Dismantling the Obama Legacy: Governed by Personal Passions?
I was just contemplating a phenomenon that various people have observed: that Trump seems to have a deep-seated urge to dismantle everything he can about the Obama legacy. Again and again, he seems to operate by the maxim, “If Obama implemented it, I’m going to stomp it into the dust.”
(One even hears as an answer to the question, “Why didn’t Donald Trump stick with tradition and re-appoint Janet Yellen to head the Fed, since by all accounts she has done an excellent job?”: Yellen was appointed by Obama, and for Trump that is reason enough not to re-appoint her.)
Obama, of course, should be absolutely irrelevant to Trump’s decisions. Trump is the pilot now, and he should be choosing our direction based on where the nation should go.
But it’s clear that, for Trump, Obama remains all too relevant.
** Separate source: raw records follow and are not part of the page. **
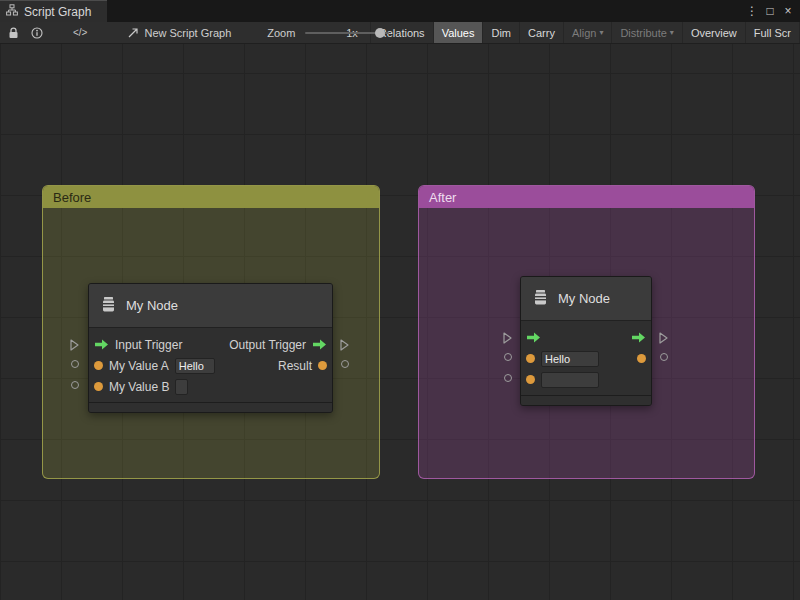  Describe the element at coordinates (714, 33) in the screenshot. I see `overview-button: Overview` at that location.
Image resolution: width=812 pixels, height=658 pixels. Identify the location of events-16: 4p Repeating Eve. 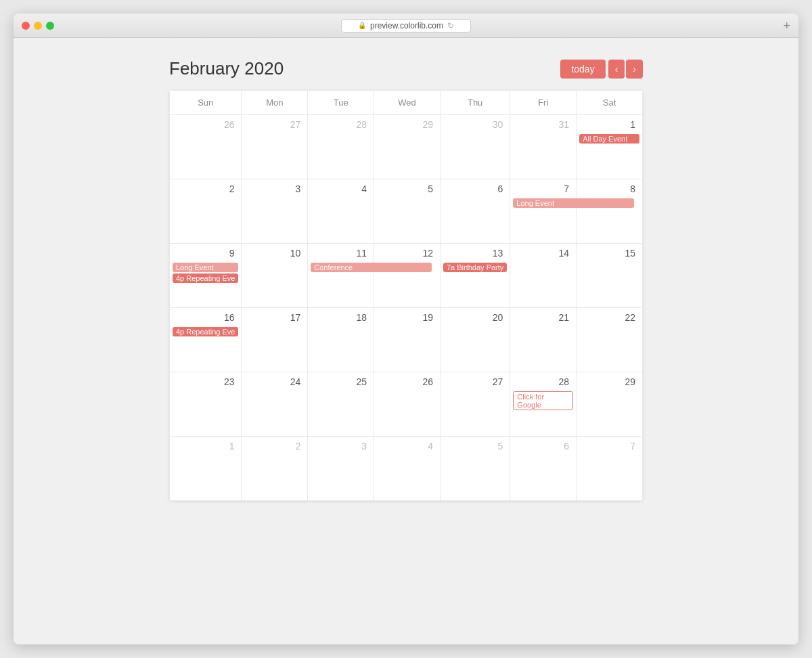
(206, 332).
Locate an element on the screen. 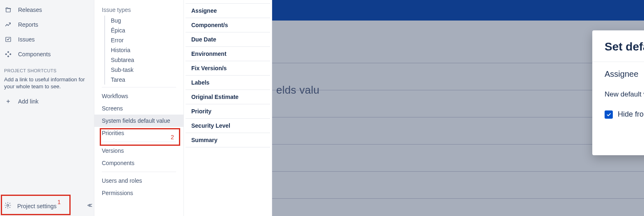  set-default-value-modal: Set default value Assignee New default v… is located at coordinates (618, 93).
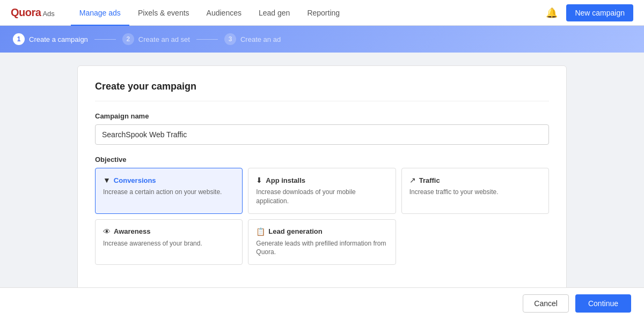  I want to click on objective-conversions: ▼ Conversions Increase a certain action …, so click(169, 191).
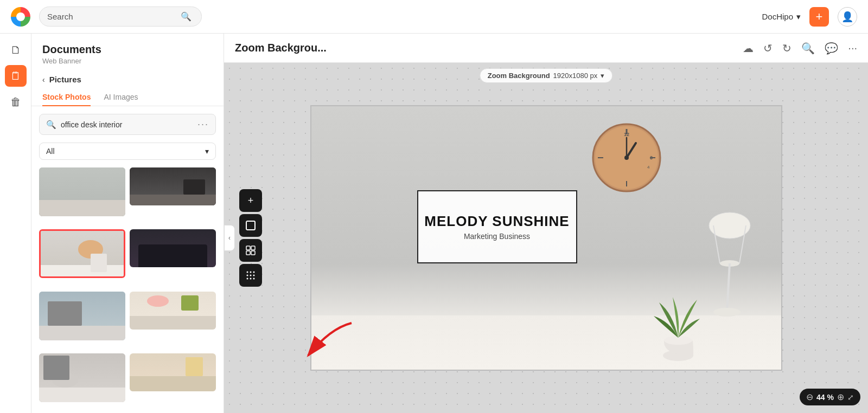 The width and height of the screenshot is (868, 413). What do you see at coordinates (627, 134) in the screenshot?
I see `svg-text: 12` at bounding box center [627, 134].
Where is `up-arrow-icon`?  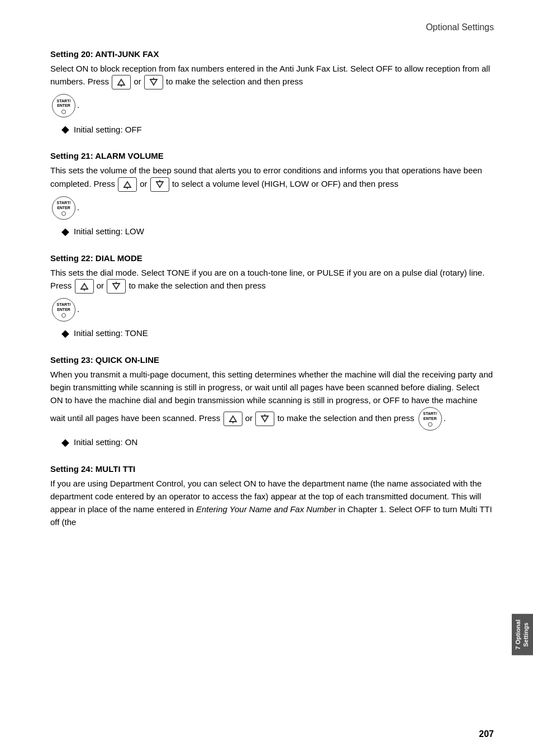
up-arrow-icon is located at coordinates (121, 82).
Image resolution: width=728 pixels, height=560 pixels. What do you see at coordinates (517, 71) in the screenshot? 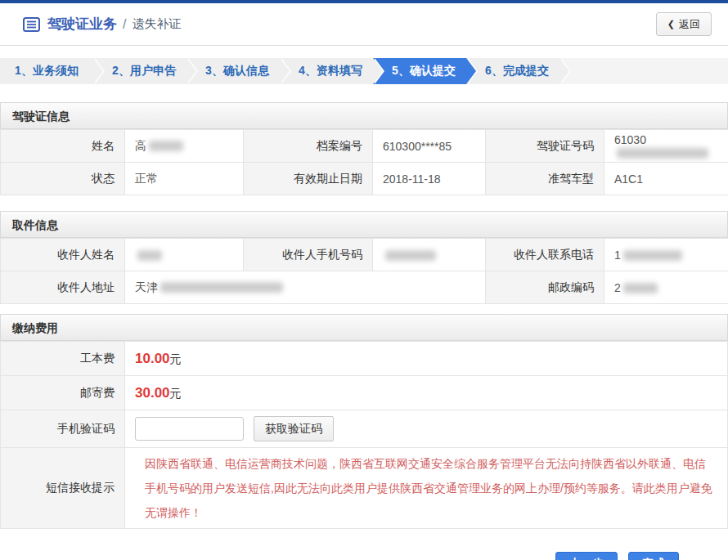
I see `step-label: 6、完成提交` at bounding box center [517, 71].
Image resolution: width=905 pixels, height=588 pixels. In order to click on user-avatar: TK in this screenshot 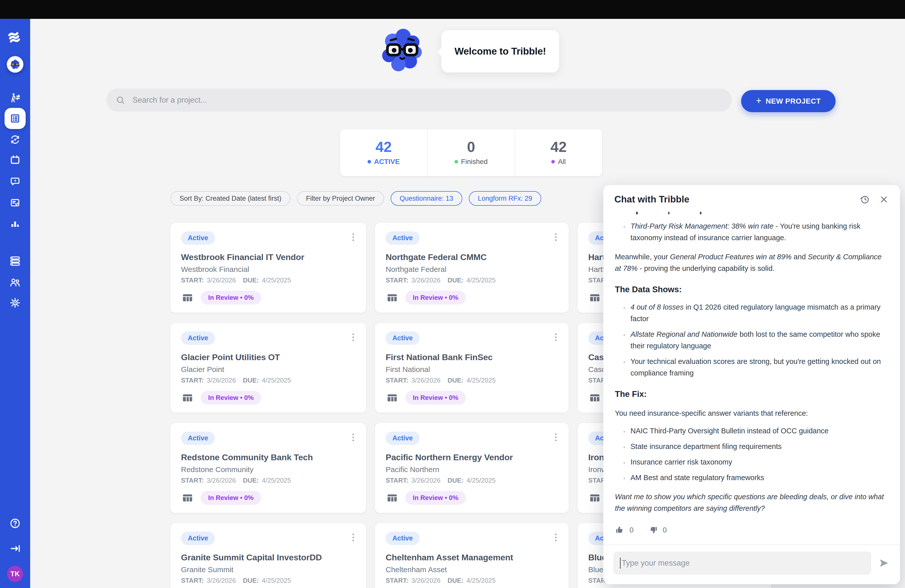, I will do `click(15, 574)`.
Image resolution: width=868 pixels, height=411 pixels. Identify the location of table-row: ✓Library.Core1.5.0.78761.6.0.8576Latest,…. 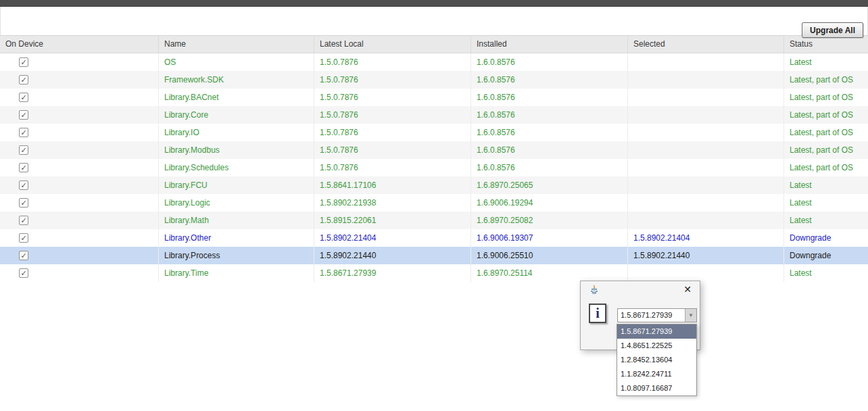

It seems that Trump is driven by some strange personal passion directed against his predecessor. (Is it because Obama was America’s first African-American president? Is it because Obama once deftly humiliated him at the National Press Club dinner?)
(But it should be noted, it was Trump who made war first. Obama’s skewering of Trump in his stand-up comic talk at that dinner occurred only after Trump had become the leading purveyor of the racist birther lie– i.e. that ugly weapon the Republicans were using to delegitimize Obama’s presidency in the eyes of a Republican base already so crazed that they could be led to believe even something so incredible.)
The war against Obama was the route that Trump thus chose as the way to gain standing with a highly toxic part of the Republican base.
Now that Trump is president, his war against Obama continues. What is changed is that now Trump can wield the powers of the presidency to strike at Obama. Wielding executive actions, he has set about dismantling Obama’s accomplishments. like a vindictive conqueror gratuitously burning down the city that he has just conquered in battle.
It would seem that some sort of emotional need drives Trump’s war, because there’s no way that his campaign makes rational sense in terms of the president’s task of serving the good of the nation.
When Personal Passions Prove Powerful Enough to Create an Unnecessary War
And then it occurred to me that this picture presents something very alarming– given that Donald Trump is the commander-in-chief of American forces, and given that his conduct as President has led people to worry more than they have since the 1980s about the frightening possibilities that there might be a nuclear war in our future.
What is alarming is what Trump’s perverse War on Obama suggests about his decision-making: that Trump can make decisions of consequence to wage war for his own emotional purposes.
Which raises the disturbing question: Is it possible that Trump might make a decision for war against North Korea on some equally inappropriate a basis — involving his own personal, ego-needs — as must be involved in Trump’s drive to continue his war on private citizen Obama?